Reproduce exactly the line with "What do you see at coordinates (1111, 25)" and every line that follows it below, up to and including the last one. Do not include pictures or anything else.

─── Records supplied

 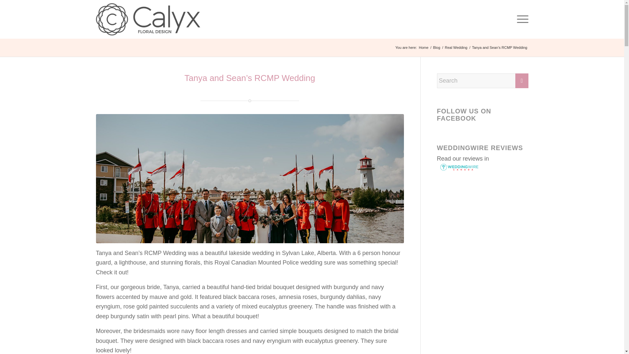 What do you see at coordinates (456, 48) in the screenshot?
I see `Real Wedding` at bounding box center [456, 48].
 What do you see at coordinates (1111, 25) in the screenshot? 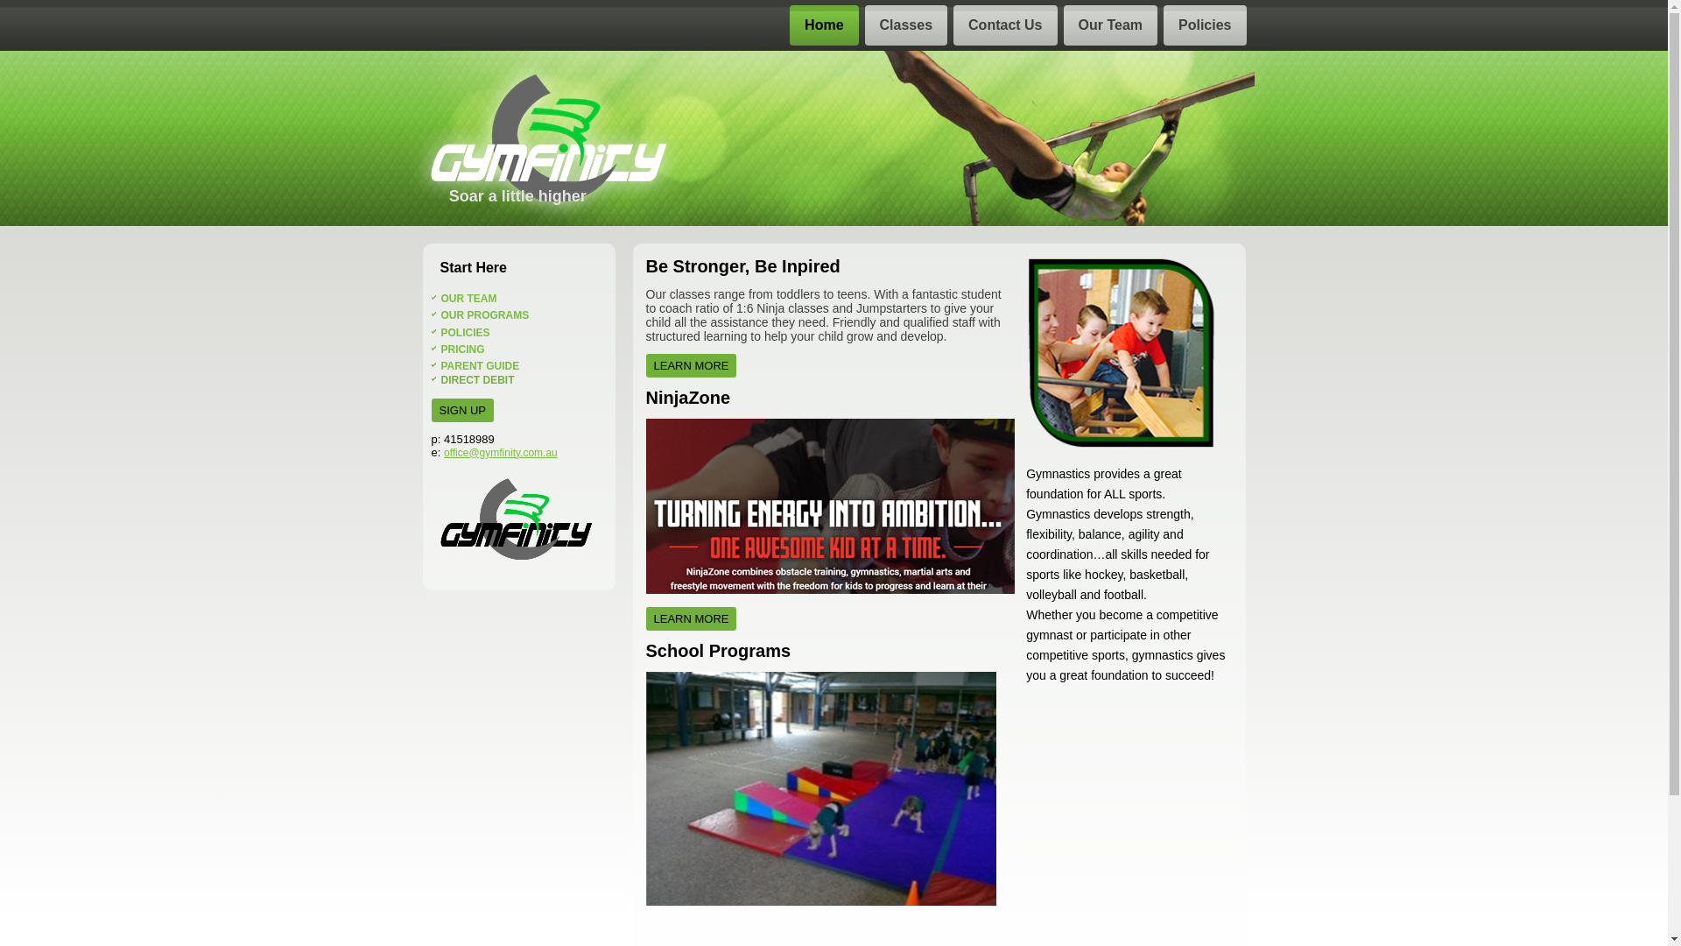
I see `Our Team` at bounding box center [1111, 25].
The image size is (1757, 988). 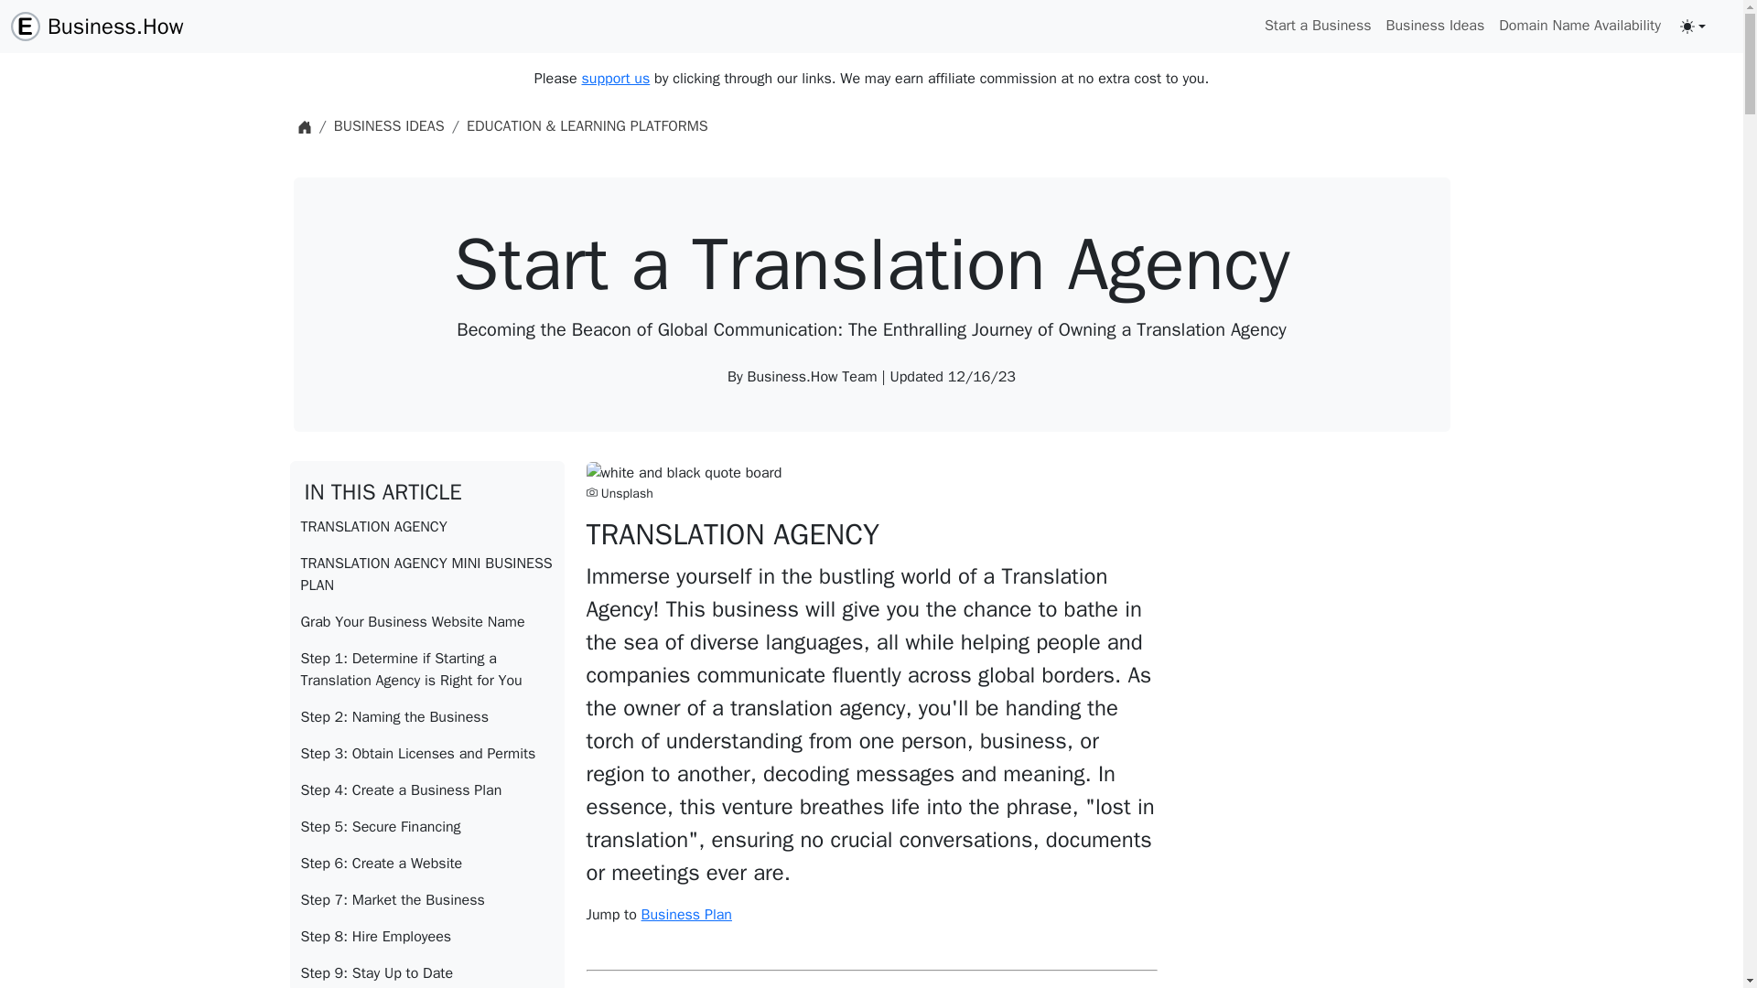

──────

* Solution to the problem:
 What do you see at coordinates (1111, 25) in the screenshot? 
I see `Our Team` at bounding box center [1111, 25].
The image size is (1757, 988). 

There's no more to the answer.